The UNSC is abandoning the Rohingya in their darkest hour. It has so far failed to show any leadership on the issue. It remains truncated and divided, caught in the whirlwind of global machinations losing the plot to geopolitical compulsions and other narrow sectarian concerns.
It is unlikely for any accountability measure to emerge in Myanmar unless the Security Council acts with unison to tackle the issue head on. Nothing on record betrays any such intentions so far, though the last word on answerability in Myanmar is yet to be spelled out.
The veto power is proving to be the death knell of human rights and the arch-enemy of accountability. The top brass of the military leadership in Myanmar will not, at least in the immediate future or possibly ever, face the humiliation of facing a criminal trial for the ethnic cleansing that has caused a global outcry.
Myanmar is not a Serbia for the UN Security Council as of now, but it has already become one for the international community. There are hundreds of Mladics in Myanmar, yet not one visible to the global community.

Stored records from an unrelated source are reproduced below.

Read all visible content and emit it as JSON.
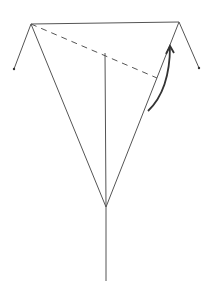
{
  "diagram": {
    "type": "origami-fold-step",
    "width": 216,
    "height": 282,
    "background": "#ffffff",
    "stroke_color": "#555555",
    "arrow_color": "#333333",
    "points": {
      "top_left": [
        31,
        24
      ],
      "top_right": [
        179,
        22
      ],
      "left_flap_tip": [
        14,
        69
      ],
      "right_flap_tip": [
        199,
        68
      ],
      "bottom_vertex": [
        106,
        207
      ],
      "stem_end": [
        106,
        281
      ],
      "center_line_top": [
        105,
        53
      ],
      "dash_end": [
        157,
        78
      ]
    },
    "lines": [
      {
        "name": "top-edge",
        "from": "top_left",
        "to": "top_right",
        "style": "solid"
      },
      {
        "name": "left-flap",
        "from": "top_left",
        "to": "left_flap_tip",
        "style": "solid"
      },
      {
        "name": "right-flap",
        "from": "top_right",
        "to": "right_flap_tip",
        "style": "solid"
      },
      {
        "name": "left-diagonal",
        "from": "top_left",
        "to": "bottom_vertex",
        "style": "solid"
      },
      {
        "name": "right-diagonal",
        "from": "top_right",
        "to": "bottom_vertex",
        "style": "solid"
      },
      {
        "name": "center-crease",
        "from": "center_line_top",
        "to": "bottom_vertex",
        "style": "solid"
      },
      {
        "name": "stem",
        "from": "bottom_vertex",
        "to": "stem_end",
        "style": "solid"
      },
      {
        "name": "fold-line",
        "from": "top_left",
        "to": "dash_end",
        "style": "dashed"
      }
    ],
    "arrow": {
      "name": "fold-direction-arrow",
      "start": [
        148,
        111
      ],
      "control": [
        170,
        90
      ],
      "end": [
        170,
        46
      ],
      "meaning": "fold up"
    }
  }
}
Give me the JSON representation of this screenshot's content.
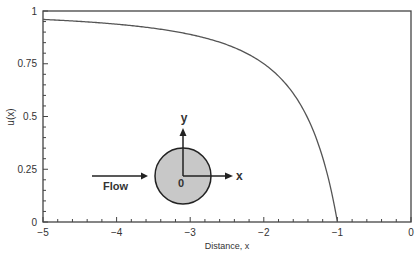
{
  "chart_data": {
    "type": "line",
    "title": "",
    "xlabel": "Distance, x",
    "ylabel": "u(x)",
    "xlim": [
      -5,
      0
    ],
    "ylim": [
      0,
      1
    ],
    "x_ticks": [
      "-5",
      "-4",
      "-3",
      "-2",
      "-1",
      "0"
    ],
    "y_ticks": [
      "0",
      "0.25",
      "0.5",
      "0.75",
      "1"
    ],
    "grid": false,
    "legend": null,
    "series": [
      {
        "name": "u(x) = 1 - 1/x^2",
        "x": [
          -5,
          -4.5,
          -4,
          -3.5,
          -3,
          -2.5,
          -2,
          -1.75,
          -1.5,
          -1.25,
          -1.1,
          -1
        ],
        "y": [
          0.96,
          0.951,
          0.9375,
          0.918,
          0.889,
          0.84,
          0.75,
          0.673,
          0.556,
          0.36,
          0.174,
          0
        ]
      }
    ],
    "annotations": {
      "flow_label": "Flow",
      "origin_label": "0",
      "x_axis_label": "x",
      "y_axis_label": "y",
      "cylinder_fill": "#c8c8c8"
    }
  }
}
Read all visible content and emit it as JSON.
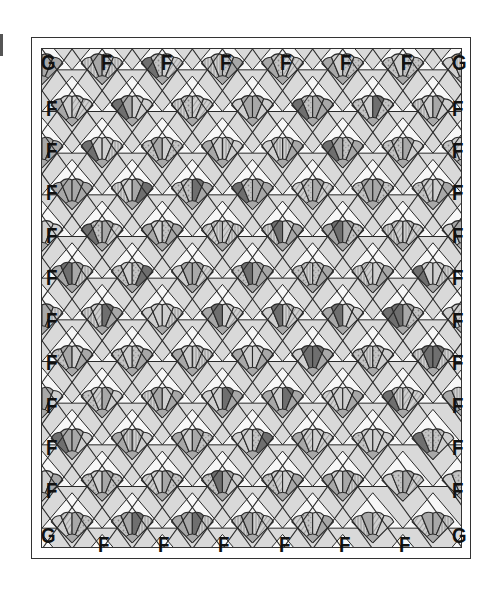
{
  "diagram": {
    "title": "",
    "grid": {
      "rows": 12,
      "cols": 7
    },
    "colors": {
      "background": "#d9d9d9",
      "outline": "#2a2a2a",
      "white": "#f7f7f7",
      "light": "#cfcfcf",
      "medium": "#a8a8a8",
      "dark": "#6f6f6f"
    },
    "corner_labels": {
      "top_left": "G",
      "top_right": "G",
      "bottom_left": "G",
      "bottom_right": "G"
    },
    "top_labels": [
      "F",
      "F",
      "F",
      "F",
      "F",
      "F"
    ],
    "bottom_labels": [
      "F",
      "F",
      "F",
      "F",
      "F",
      "F"
    ],
    "left_labels": [
      "F",
      "F",
      "F",
      "F",
      "F",
      "F",
      "F",
      "F",
      "F",
      "F"
    ],
    "right_labels": [
      "F",
      "F",
      "F",
      "F",
      "F",
      "F",
      "F",
      "F",
      "F",
      "F"
    ],
    "legend": {
      "G": "corner setting triangle",
      "F": "side setting triangle"
    }
  }
}
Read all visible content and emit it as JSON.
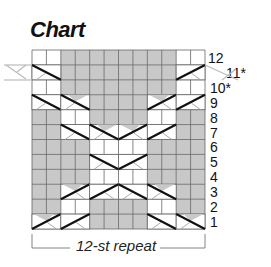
{
  "title": "Chart",
  "repeat_label": "12-st repeat",
  "grid": {
    "columns": 12,
    "rows": 12,
    "colors": {
      "background": "#ffffff",
      "purl_gray": "#c8c8c8",
      "grid_line": "#555555",
      "cable_line": "#111111",
      "tail_line": "#bbbbbb"
    }
  },
  "row_labels": [
    "1",
    "2",
    "3",
    "4",
    "5",
    "6",
    "7",
    "8",
    "9",
    "10*",
    "11*",
    "12"
  ],
  "legend_note": "Rows marked * are worked differently; cable tails extend beyond repeat",
  "rows_pattern": {
    "12": "WWGGGGGGGGWW",
    "11": "CCGGGGGGGGCC",
    "10": "WWGGGGGGGGWW",
    "9": "CCCCGGGGCCCC",
    "8": "GGWWGGGGWWGG",
    "7": "GGCCCCCCCCGG",
    "6": "GGGGWWWWGGGG",
    "5": "GGGGCCCCGGGG",
    "4": "GGGGWWWWGGGG",
    "3": "GGCCCCCCCCGG",
    "2": "GGWWGGGGWWGG",
    "1": "CCCCGGGGCCCC"
  }
}
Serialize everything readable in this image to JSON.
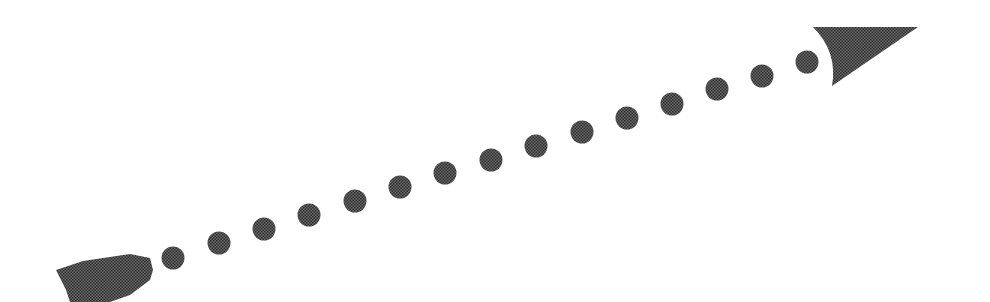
{
  "diagram": {
    "type": "dotted-arrow",
    "direction": "lower-left to upper-right",
    "fill_color": "#4a4a4a",
    "pattern": "halftone-dots",
    "background": "#ffffff",
    "tail": {
      "shape": "feathered-tail",
      "points": [
        [
          56,
          270
        ],
        [
          83,
          261
        ],
        [
          130,
          254
        ],
        [
          150,
          258
        ],
        [
          153,
          270
        ],
        [
          150,
          280
        ],
        [
          130,
          295
        ],
        [
          110,
          302
        ],
        [
          70,
          302
        ],
        [
          66,
          290
        ]
      ]
    },
    "dots": {
      "count": 15,
      "radius": 11.5,
      "centers": [
        [
          173,
          258
        ],
        [
          219,
          243
        ],
        [
          264,
          229
        ],
        [
          309,
          215
        ],
        [
          355,
          201
        ],
        [
          400,
          187
        ],
        [
          445,
          173
        ],
        [
          491,
          160
        ],
        [
          536,
          146
        ],
        [
          582,
          132
        ],
        [
          627,
          118
        ],
        [
          672,
          104
        ],
        [
          717,
          89
        ],
        [
          762,
          76
        ],
        [
          807,
          62
        ]
      ]
    },
    "head": {
      "shape": "arrowhead",
      "points": [
        [
          813,
          27
        ],
        [
          918,
          27
        ],
        [
          832,
          86
        ]
      ],
      "concave_control": [
        838,
        52
      ]
    }
  }
}
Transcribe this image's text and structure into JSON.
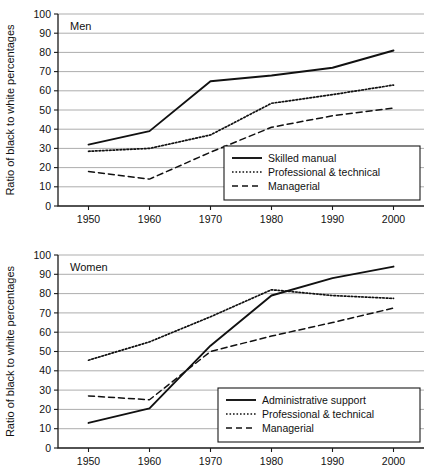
{
  "figure": {
    "width": 443,
    "height": 473,
    "background": "#ffffff",
    "line_color": "#111111",
    "grid_color": "#8a8a8a"
  },
  "chart_data": [
    {
      "type": "line",
      "title": "Men",
      "xlabel": "",
      "ylabel": "Ratio of black to white percentages",
      "x": [
        1950,
        1960,
        1970,
        1980,
        1990,
        2000
      ],
      "xticklabels": [
        "1950",
        "1960",
        "1970",
        "1980",
        "1990",
        "2000"
      ],
      "xlim": [
        1945,
        2005
      ],
      "ylim": [
        0,
        100
      ],
      "yticks": [
        0,
        10,
        20,
        30,
        40,
        50,
        60,
        70,
        80,
        90,
        100
      ],
      "yticklabels": [
        "0",
        "10",
        "20",
        "30",
        "40",
        "50",
        "60",
        "70",
        "80",
        "90",
        "100"
      ],
      "grid": "horizontal",
      "legend_position": "lower-right",
      "series": [
        {
          "name": "Skilled manual",
          "style": "solid",
          "values": [
            32,
            39,
            65,
            68,
            72,
            81
          ]
        },
        {
          "name": "Professional & technical",
          "style": "dotted",
          "values": [
            28.5,
            30,
            37,
            53.5,
            58,
            63
          ]
        },
        {
          "name": "Managerial",
          "style": "dashed",
          "values": [
            18,
            14,
            28,
            41,
            47,
            51
          ]
        }
      ]
    },
    {
      "type": "line",
      "title": "Women",
      "xlabel": "",
      "ylabel": "Ratio of black to white percentages",
      "x": [
        1950,
        1960,
        1970,
        1980,
        1990,
        2000
      ],
      "xticklabels": [
        "1950",
        "1960",
        "1970",
        "1980",
        "1990",
        "2000"
      ],
      "xlim": [
        1945,
        2005
      ],
      "ylim": [
        0,
        100
      ],
      "yticks": [
        0,
        10,
        20,
        30,
        40,
        50,
        60,
        70,
        80,
        90,
        100
      ],
      "yticklabels": [
        "0",
        "10",
        "20",
        "30",
        "40",
        "50",
        "60",
        "70",
        "80",
        "90",
        "100"
      ],
      "grid": "horizontal",
      "legend_position": "lower-right",
      "series": [
        {
          "name": "Administrative support",
          "style": "solid",
          "values": [
            13,
            20.5,
            53,
            79,
            88,
            94
          ]
        },
        {
          "name": "Professional & technical",
          "style": "dotted",
          "values": [
            45.5,
            55,
            68,
            82,
            79,
            77.5
          ]
        },
        {
          "name": "Managerial",
          "style": "dashed",
          "values": [
            27,
            25,
            50,
            58,
            65,
            72.5
          ]
        }
      ]
    }
  ]
}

The foray of international criminal justice into uncharted territories such as Asia has begun. With ICC chief prosecutor Fatou Bensouda requesting authorization for investigating violations of international law in Afghanistan, it is now clear that criminal accountability for impunity is undergoing a process of globalization.
Punishing rape and sexual violence committed during an armed conflict was many of the original contributions of the ICTY. There can be no better application of this jurisprudence than in Myanmar.
Despite the humanitarian catastrophe in Myanmar not being the result of a war or a conventional armed conflict in the Balkan sense, the application of international criminal law is not precluded. Brute force and violence resulting from paranoid nationalism are the common cause for both humanitarian tragedies.
By all accounts, crimes against humanity have been committed in the country. Genocide would require a broader jurisprudential determination. Rakhine state is the modern Srebrenica even without an ostensible massacre that singularly captures the evocative despair of the situation.
As the fallen hero of the Serbs is destined to rot in prison, will the authors of the Rohingya tragedy in Myanmar one day witness the same fate? Destiny alone cannot answer that question. The UNSC should.
Ratko Mladic’s conviction will hover around the conscience of global policymakers in the context of Myanmar, and one day we could witness the creation of a criminal tribunal for Myanmar to identify and punish the Mladics of the country.
Get Bush and Blair for their Iraq war crimes, throw in Hill Clinton for Libya, then we’re talking, baby. Stop cherry-picking your war criminals.